FOOTNOTES TO BOOK II, CHAPTER IV:

[61] Mémoires de Berwick, vol. ii.

[62] Sir Walter Scott’s note to Sinclair’s MS.

[63] True account of the proceedings at Perth, by “A Rebel,” 1716.

[64] True account of the proceedings at Perth, by “A Rebel,” 1716.

[65] The original letter is printed in Chambers’s History.

CHAPTER V.
AFTER THE RISING. 1716.

When James landed in France he proceeded to St. Germains, but the Regent declined to receive him, and desired him to withdraw to Lorraine. Instead of doing so, he went for a time to Versailles, to “a little house,” according to Bolingbroke, “where his female ministers resided”. Here James gave Bolingbroke audience, and received him graciously. “No Italian ever embraced the man he was going to stab with a greater show of affection and confidence,” wrote Bolingbroke after. The next morning Bolingbroke received a visit from Ormonde, who handed him a paper in James’s writing, which curtly intimated that he had no further occasion for his services, and desiring him to give up the papers of the secretary’s office. “These papers,” Bolingbroke said contemptuously, “might have been contained in a small letter case.” The reason of James’s extraordinary conduct to the man who was his ablest adherent has always remained a mystery. Some said it was because of Bolingbroke’s not raising supplies, others that James had never trusted him, and in some way blamed him for the failure of his enterprise, others that it was due to the influence of James’s woman advisers and the jealousy of Mar. It was probably a combination of all these. Lord Stair has another reason: “They use poor Harry (Bolingbroke) most unmercifully, and call him knave and traitor, and God knows what. I believe all poor Harry’s fault was, that he could not play his part with a grave enough face; he could not help laughing now and then at such kings and queens.”[66]

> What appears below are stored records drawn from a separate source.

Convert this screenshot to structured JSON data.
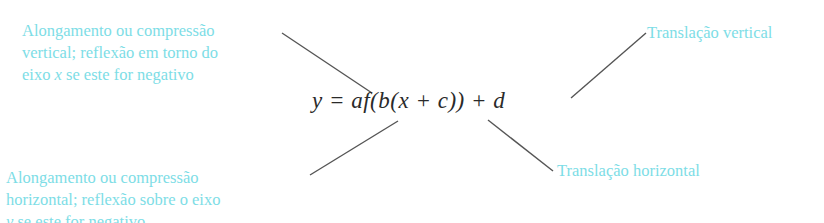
{
  "formula": {
    "text": "y = af(b(x + c)) + d"
  },
  "annotations": {
    "top_left": {
      "line1": "Alongamento ou compressão",
      "line2": "vertical; reflexão em torno do",
      "line3_pre": "eixo ",
      "line3_var": "x",
      "line3_post": " se este for negativo"
    },
    "top_right": {
      "line1": "Translação vertical"
    },
    "bottom_left": {
      "line1": "Alongamento ou compressão",
      "line2": "horizontal; reflexão sobre o eixo",
      "line3_var": "y",
      "line3_post": " se este for negativo"
    },
    "bottom_right": {
      "line1": "Translação horizontal"
    }
  },
  "colors": {
    "label": "#7ddde6",
    "formula": "#2a2a2a",
    "leader_line": "#555555"
  }
}
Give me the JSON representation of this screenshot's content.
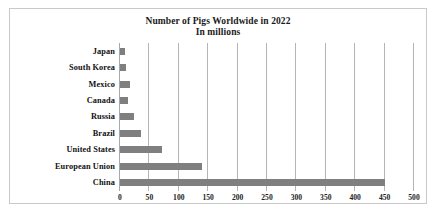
{
  "chart_data": {
    "type": "bar",
    "orientation": "horizontal",
    "title": "Number of Pigs Worldwide in 2022",
    "subtitle": "In millions",
    "xlabel": "",
    "ylabel": "",
    "categories": [
      "Japan",
      "South Korea",
      "Mexico",
      "Canada",
      "Russia",
      "Brazil",
      "United States",
      "European Union",
      "China"
    ],
    "values": [
      9,
      11,
      17,
      14,
      23,
      35,
      72,
      140,
      450
    ],
    "xlim": [
      0,
      500
    ],
    "xticks": [
      0,
      50,
      100,
      150,
      200,
      250,
      300,
      350,
      400,
      450,
      500
    ],
    "xtick_labels": [
      "0",
      "50",
      "100",
      "150",
      "200",
      "250",
      "300",
      "350",
      "400",
      "450",
      "500"
    ],
    "grid": "vertical",
    "legend": "none",
    "bar_color": "#7f7f7f",
    "gridline_color": "#b5b5b5",
    "axis_color": "#a8a8a8",
    "frame_color": "#c9c9c9",
    "background_color": "#ffffff",
    "text_color": "#111111"
  }
}
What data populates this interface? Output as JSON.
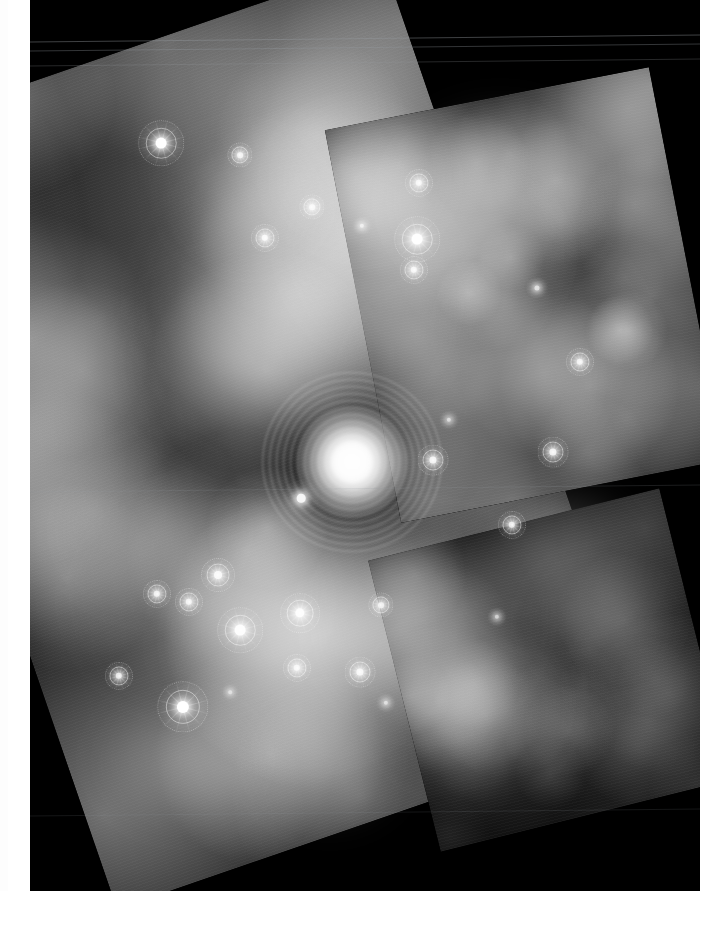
{
  "document": {
    "type": "astronomical-image",
    "title": "Infrared mosaic of a star-forming nebula",
    "medium": "printed-page-scan",
    "page_background": "#ffffff",
    "sky_background": "#000000"
  },
  "layout": {
    "canvas": {
      "width": 728,
      "height": 926
    },
    "margins": {
      "left_strip": {
        "x": 8,
        "y": 0,
        "width": 22,
        "height": 891,
        "color": "#ffffff"
      },
      "right_strip": {
        "x": 700,
        "y": 0,
        "width": 28,
        "height": 891,
        "color": "#ffffff"
      },
      "bottom_band": {
        "x": 0,
        "y": 891,
        "width": 728,
        "height": 35,
        "color": "#ffffff"
      }
    },
    "sky_frame": {
      "x": 30,
      "y": 0,
      "width": 670,
      "height": 891
    }
  },
  "detector_stripes": [
    {
      "y": 38,
      "opacity": 0.42
    },
    {
      "y": 47,
      "opacity": 0.34
    },
    {
      "y": 62,
      "opacity": 0.25
    },
    {
      "y": 488,
      "opacity": 0.18
    },
    {
      "y": 812,
      "opacity": 0.14
    }
  ],
  "mosaic_tiles": [
    {
      "name": "primary-tile",
      "rotation_deg": -19,
      "x": -60,
      "y": 30,
      "width": 560,
      "height": 810,
      "note": "large rotated detector footprint covering centre of field"
    },
    {
      "name": "secondary-tile",
      "rotation_deg": -11,
      "x": 330,
      "y": 95,
      "width": 330,
      "height": 400,
      "note": "upper-right overlapping footprint"
    },
    {
      "name": "lower-right-tile",
      "rotation_deg": -14,
      "x": 370,
      "y": 520,
      "width": 300,
      "height": 300,
      "note": "faint lower-right footprint"
    }
  ],
  "core_cluster": {
    "name": "saturated-central-cluster",
    "x": 352,
    "y": 462,
    "radius": 54,
    "ring_radius": 92,
    "brightness": "saturated",
    "color": "#ffffff"
  },
  "nebulosity": [
    {
      "x": 300,
      "y": 300,
      "rx": 150,
      "ry": 130,
      "intensity": 0.52
    },
    {
      "x": 420,
      "y": 250,
      "rx": 130,
      "ry": 110,
      "intensity": 0.55
    },
    {
      "x": 500,
      "y": 200,
      "rx": 110,
      "ry": 95,
      "intensity": 0.48
    },
    {
      "x": 250,
      "y": 360,
      "rx": 120,
      "ry": 100,
      "intensity": 0.4
    },
    {
      "x": 470,
      "y": 380,
      "rx": 120,
      "ry": 100,
      "intensity": 0.44
    },
    {
      "x": 540,
      "y": 330,
      "rx": 95,
      "ry": 85,
      "intensity": 0.38
    },
    {
      "x": 200,
      "y": 600,
      "rx": 120,
      "ry": 105,
      "intensity": 0.42
    },
    {
      "x": 300,
      "y": 640,
      "rx": 130,
      "ry": 110,
      "intensity": 0.46
    },
    {
      "x": 420,
      "y": 620,
      "rx": 110,
      "ry": 100,
      "intensity": 0.5
    },
    {
      "x": 470,
      "y": 700,
      "rx": 95,
      "ry": 85,
      "intensity": 0.4
    },
    {
      "x": 150,
      "y": 530,
      "rx": 90,
      "ry": 80,
      "intensity": 0.34
    },
    {
      "x": 560,
      "y": 560,
      "rx": 90,
      "ry": 80,
      "intensity": 0.36
    },
    {
      "x": 600,
      "y": 620,
      "rx": 70,
      "ry": 60,
      "intensity": 0.28
    },
    {
      "x": 360,
      "y": 180,
      "rx": 90,
      "ry": 75,
      "intensity": 0.34
    },
    {
      "x": 250,
      "y": 200,
      "rx": 80,
      "ry": 70,
      "intensity": 0.26
    },
    {
      "x": 180,
      "y": 760,
      "rx": 85,
      "ry": 70,
      "intensity": 0.22
    },
    {
      "x": 330,
      "y": 760,
      "rx": 80,
      "ry": 70,
      "intensity": 0.26
    }
  ],
  "stars": [
    {
      "x": 161,
      "y": 143,
      "size": 15,
      "brightness": 1.0,
      "rings": true
    },
    {
      "x": 240,
      "y": 155,
      "size": 8,
      "brightness": 0.8,
      "rings": true
    },
    {
      "x": 312,
      "y": 207,
      "size": 8,
      "brightness": 0.78,
      "rings": true
    },
    {
      "x": 265,
      "y": 238,
      "size": 9,
      "brightness": 0.85,
      "rings": true
    },
    {
      "x": 362,
      "y": 226,
      "size": 6,
      "brightness": 0.68,
      "rings": false
    },
    {
      "x": 417,
      "y": 239,
      "size": 15,
      "brightness": 0.98,
      "rings": true
    },
    {
      "x": 414,
      "y": 270,
      "size": 9,
      "brightness": 0.82,
      "rings": true
    },
    {
      "x": 419,
      "y": 183,
      "size": 9,
      "brightness": 0.8,
      "rings": true
    },
    {
      "x": 537,
      "y": 288,
      "size": 7,
      "brightness": 0.7,
      "rings": false
    },
    {
      "x": 580,
      "y": 362,
      "size": 9,
      "brightness": 0.8,
      "rings": true
    },
    {
      "x": 553,
      "y": 452,
      "size": 10,
      "brightness": 0.86,
      "rings": true
    },
    {
      "x": 433,
      "y": 460,
      "size": 10,
      "brightness": 0.86,
      "rings": true
    },
    {
      "x": 512,
      "y": 525,
      "size": 9,
      "brightness": 0.8,
      "rings": true
    },
    {
      "x": 301,
      "y": 498,
      "size": 12,
      "brightness": 0.92,
      "rings": false
    },
    {
      "x": 218,
      "y": 575,
      "size": 11,
      "brightness": 0.88,
      "rings": true
    },
    {
      "x": 157,
      "y": 594,
      "size": 9,
      "brightness": 0.8,
      "rings": true
    },
    {
      "x": 189,
      "y": 602,
      "size": 9,
      "brightness": 0.8,
      "rings": true
    },
    {
      "x": 300,
      "y": 613,
      "size": 13,
      "brightness": 0.94,
      "rings": true
    },
    {
      "x": 240,
      "y": 630,
      "size": 15,
      "brightness": 0.96,
      "rings": true
    },
    {
      "x": 381,
      "y": 605,
      "size": 8,
      "brightness": 0.76,
      "rings": true
    },
    {
      "x": 297,
      "y": 668,
      "size": 9,
      "brightness": 0.8,
      "rings": true
    },
    {
      "x": 360,
      "y": 672,
      "size": 10,
      "brightness": 0.84,
      "rings": true
    },
    {
      "x": 119,
      "y": 676,
      "size": 9,
      "brightness": 0.8,
      "rings": true
    },
    {
      "x": 183,
      "y": 707,
      "size": 17,
      "brightness": 1.0,
      "rings": true
    },
    {
      "x": 386,
      "y": 703,
      "size": 6,
      "brightness": 0.62,
      "rings": false
    },
    {
      "x": 230,
      "y": 692,
      "size": 5,
      "brightness": 0.55,
      "rings": false
    },
    {
      "x": 497,
      "y": 617,
      "size": 6,
      "brightness": 0.6,
      "rings": false
    },
    {
      "x": 449,
      "y": 420,
      "size": 6,
      "brightness": 0.62,
      "rings": false
    }
  ]
}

Be the reason what it may, Bolingbroke never forgave the insult, and when the Queen-Mother, Mary Beatrice, sent him a message later saying that his dismissal was against her advice and without her approval, and expressing the wish that he would continue to work for her son’s cause, he returned an answer saying that he hoped his arm would rot off and his brain fail if he ever again devoted either to the restoration of the Stuarts. Henceforth he concentrated his energies on getting his attainder reversed and returning to England.

The Jacobite rising had a painful sequel in England in the punishment of its leaders. In Scotland no men of note were taken. But in England many fell into the hands of the Government at the surrender of Preston. These were treated with great severity, some of the inferior officers were tried by court martial and shot forthwith. The leaders were sent to London, where they met with every possible ignominy. They came into London with their arms tied behind their backs, seated on horses whose bridles had been taken off, each led by a soldier. “The mob insulted them terribly,” says Lady Cowper, “carrying a warming-pan before them, and saying a thousand barbarous things, which some of the prisoners returned with spirit; the chief of my father’s family was amongst them; he was about seventy years old. Desperate fortune drove him from home in hopes to have repaired it. I did not see them come into town, nor let any of my children do so. I thought it would be an insulting of my relations I had there, though almost everybody went to see them.” Lords Derwentwater, Kenmure, Nithisdale, Widdrington, Nairn, Carnwath and Wintoun were impeached. All these, except Wintoun, who was sent to trial, pleaded guilty and threw themselves on the King’s mercy, and sentence of death was pronounced on them. The peers were all confined to the Tower, but Forster and Macintosh were thrust into Newgate, and both of them eventually managed to make their escape.